Luther ate a mouthful of eggs and then some bacon. He took a swallow of Coke and proceeded to finish his entire breakfast. He had a mournful but peaceful air. Luther ate, he slept, and the demons within him were still. His deadly bottle of poison would remain a harmless curiosity. At least for now.
Chapter 6
THE LADY OF SIX THOUSAND SONGS
The stream of people going in and out of Joe Odom’s house seemed to pick up tempo in the weeks after I met him. That might have been because I had joined the flow myself and was now viewing the phenomenon from midstream, so to speak. I often dropped in after breakfast, by which time the aroma of fresh coffee would be gaining the upper hand over the smell of stale cigarettes from the night before. Joe would be clean-shaven and well rested on three or four hours’ sleep, and among the assorted company (bartenders, socialites, truck drivers, accountants) there would generally be at least one person who had spent the night on the sofa. Currents of activity swirled about the house even at this early hour. People entered and exited rooms, crisscrossing one’s field of vision like characters in La Dolce Vita.
One morning, Joe sat at the grand piano in the living room having coffee, playing the piano, and talking to me. A fat man and a girl with braided hair walked through, completely engrossed in their own conversation.
“She tore up her mother’s car yesterday,” the girl said.
“I thought it was the TV.”
“No, the TV was last week….”
They continued out into the hall, whereupon a bald man in a business suit poked his head in.

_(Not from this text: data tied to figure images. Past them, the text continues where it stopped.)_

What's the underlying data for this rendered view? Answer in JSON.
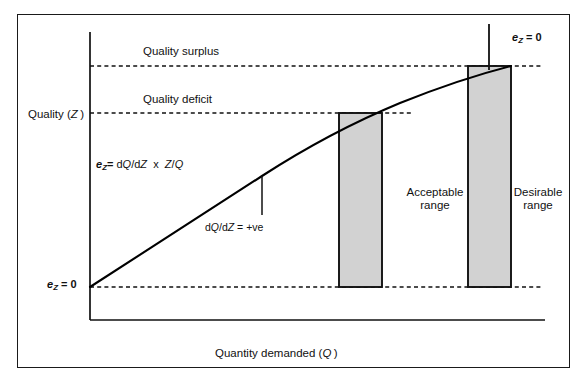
{
  "figure": {
    "type": "diagram",
    "background_color": "#ffffff",
    "border_color": "#1a1a1a",
    "bar_fill_color": "#d0d0d0",
    "line_color": "#000000"
  },
  "axes": {
    "y_label": "Quality (Z)",
    "y_label_plain": "Quality",
    "y_label_symbol": "Z",
    "x_label": "Quantity demanded (Q)",
    "x_label_plain": "Quantity demanded",
    "x_label_symbol": "Q"
  },
  "reference_lines": [
    {
      "name": "quality-surplus-line",
      "label": "Quality surplus",
      "y_px": 66,
      "style": "dashed"
    },
    {
      "name": "quality-deficit-line",
      "label": "Quality deficit",
      "y_px": 113,
      "style": "dashed"
    },
    {
      "name": "baseline-zero-line",
      "label": "",
      "y_px": 287,
      "style": "dashed"
    }
  ],
  "annotations": {
    "elasticity_formula": {
      "symbol": "e",
      "subscript": "Z",
      "equals": "=",
      "numerator": "dQ/dZ",
      "times": "x",
      "ratio": "Z/Q",
      "full_text": "eZ = dQ/dZ x Z/Q"
    },
    "slope_label": {
      "text": "dQ/dZ = +ve",
      "derivative": "dQ/dZ",
      "value": "+ve"
    },
    "ez_zero_left": {
      "symbol": "e",
      "subscript": "Z",
      "value": "0",
      "full_text": "eZ = 0"
    },
    "ez_zero_top": {
      "symbol": "e",
      "subscript": "Z",
      "value": "0",
      "full_text": "eZ = 0"
    }
  },
  "bars": [
    {
      "name": "acceptable-range-bar",
      "label_line1": "Acceptable",
      "label_line2": "range",
      "x_px": 339,
      "width_px": 43,
      "top_px": 113,
      "bottom_px": 287
    },
    {
      "name": "desirable-range-bar",
      "label_line1": "Desirable",
      "label_line2": "range",
      "x_px": 468,
      "width_px": 43,
      "top_px": 66,
      "bottom_px": 287
    }
  ],
  "curve": {
    "name": "quality-demand-curve",
    "description": "concave increasing curve from origin on y-axis to top-right",
    "start": {
      "x_px": 90,
      "y_px": 287
    },
    "end": {
      "x_px": 511,
      "y_px": 66
    }
  }
}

“The meeting’s at two,” he said to Joe. “I’ll call you when it’s over. Wish me luck.” Then he disappeared. At that point, Mandy came in from the kitchen, wrapped in a white sheet and looking like a voluptuous goddess. She plucked a cigarette from the pack in Joe’s shirt pocket, kissed him on the forehead, whispered, “Draw up the damn divorce papers!” and then skipped back into the kitchen, where Jerry resumed cutting her hair. In the dining room, a young man hooted with laughter as he read Lewis Grizzard’s column aloud to a white-haired woman who was not finding it at all funny. Overhead, the sound of high-heeled shoes clicked across the floor.
“Well, it’s nine-thirty A.M.,” said Joe, “and I ain’t bored yet.”
Joe was talking not just to me, but to a person at the other end of the telephone, which was tucked under his chin. Joe often engaged in split conversations of this sort. Sometimes you knew who the other party was, sometimes you did not.
“I woke up this morning at seven,” he was saying, “and there was this big lump next to me under the covers, which I thought was strange because I had gone to bed alone. Mandy was in Waycross for the night and not due back here for an hour or so. So I lay there just looking at the lump, trying to figure out who or what it was. It was very big, bigger than anybody I knew…. What? … I was sure it was a human being and not a pile of laundry, because it was breathing. Then I noticed something strange about the breathing pattern: It was coming from two different parts of the lump. Finally, it dawned on me that the lump was two people, which meant I was odd man out, so I yanked the covers back, and sure enough, it was a boy and a girl. I had never seen either one of them before. They were both completely naked.”